Well here’s a first! We staged the entire play in one session. By the end of the day our brains were jello. Our conversational Freudian slips became increasingly frequent across the day, and hysterically funny; shocking the speaker more than anyone else. Not surprisingly, some of those slips revolved around the subject of race. I don’t want to give away any of the play’s secrets, but it is inevitable that a work of this nature would have us all looking inward, searching for evidence of racism in ourselves. The only thing that surprised me was how quickly it happened. I guess when you throw a play up on the stage in such a brutal rapid fashion it is inevitable that the impact will be magnified proportionally. Stage Manager Jen Cleary and I had discussed how a one-and-a-half week rehearsal process had its advantages, the greatest virtue being that you don’t have time to get in your own way. On the other hand, I doubt either of us anticipated what a roller coaster ride this might be.
Fortunately everybody seems to have enough confidence in this process
to permit the play to push us into uncharted territory. We owe it to
the material to go there.
As I mentioned in my last post, I blocked the play in advance to save time.
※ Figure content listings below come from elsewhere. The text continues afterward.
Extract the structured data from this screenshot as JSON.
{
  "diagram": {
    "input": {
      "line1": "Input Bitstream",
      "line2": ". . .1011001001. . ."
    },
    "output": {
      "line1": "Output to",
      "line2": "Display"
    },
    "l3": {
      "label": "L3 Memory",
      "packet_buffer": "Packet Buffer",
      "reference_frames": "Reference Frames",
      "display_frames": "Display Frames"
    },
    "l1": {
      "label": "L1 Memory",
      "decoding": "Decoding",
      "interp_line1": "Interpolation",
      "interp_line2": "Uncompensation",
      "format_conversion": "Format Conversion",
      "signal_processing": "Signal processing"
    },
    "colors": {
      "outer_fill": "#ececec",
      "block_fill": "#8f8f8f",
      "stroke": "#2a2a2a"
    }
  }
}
The trouble is you never know if what you imagined is going to work in reality. (I once had a director envision blocking for me that, without exaggeration, defied Newton’s Law of Gravity.) I was pleasantly surprised to discover what had been mocked up on my little Macbook (base model – I couldn’t afford the Pro) sat rather elegantly in that downstage space, and went a reasonable way to addressing the spatial challenges posed by that quirky little theatre. My Assistant Director, Foster Johns, confessed to having experienced a small “Director-gasm” (his term). For your amusement there’s a page from this schematic pasted below. Set Designer Micheal Griggs teased me about the “beachballs” I had superimposed on his set.
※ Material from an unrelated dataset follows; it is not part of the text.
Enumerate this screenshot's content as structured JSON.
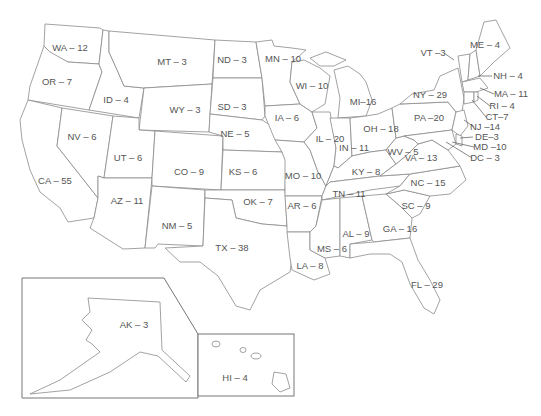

Over the course of my directorial career I’ve invented a series of terms to describe staging. To modify a term a from physical therapy we worked on “Gross Motor Blocking” yesterday. This represents the basic traffic pattern and movement of bodies in space over the course of the play, This is the only aspect of the staging about which I feel comfortable making decisions without input from the actors. It is in this phase that I compose stage pictures, create and release physical and visual tension, and, more prosaically, make sure that everyone in the audience can see every moment in the play clearly. Somewhere in the midst of all that I also try to tell what I think is the playwright’s story. I identify “ranting room” for the actors for each
discrete section of the play. Ranting room is basically the perimeter of the designated playing area I’ve chosen for a particular scene. The next phase is what I call “micro-blocking”. We will go through the play chronologically and, working closely with the text and the actors, we will decide each twist and turn the characters make within that perimeter. “Do I pick up the briefcase here?”, “I think he would sit down after saying that”, etc. etc.
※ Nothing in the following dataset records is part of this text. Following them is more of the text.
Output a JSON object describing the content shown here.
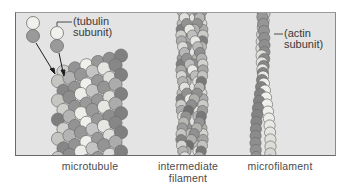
{
  "figure": {
    "background": "#e4e4e4",
    "colors": {
      "light_subunit": "#f0f0ec",
      "dark_subunit": "#9a9a9a",
      "mid_subunit": "#c4c4c4",
      "outline": "#6e6e6e"
    },
    "structures": [
      {
        "id": "microtubule",
        "caption_lines": [
          "microtubule"
        ],
        "annotation_lines": [
          "(tubulin",
          "subunit)"
        ]
      },
      {
        "id": "intermediate-filament",
        "caption_lines": [
          "intermediate",
          "filament"
        ]
      },
      {
        "id": "microfilament",
        "caption_lines": [
          "microfilament"
        ],
        "annotation_lines": [
          "(actin",
          "subunit)"
        ]
      }
    ]
  }
}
It’s a short rehearsal tonight (only 4 hours). We will probably only walk through the “gross motor blocking” for “muscle memory” (a term I borrowed from Choreography many years ago when I was a dancer). This should nail down the sequence of movements prior to turning our focus to micro-blocking, and the details of performance. This is the really exciting part, the most artistically rewarding aspect of the process, the moment-to-moment actions and choices. I want to carve as much time as I can for this in the next few days, prior to the technical rehearsals which swiftly approach five days from now (March 7th).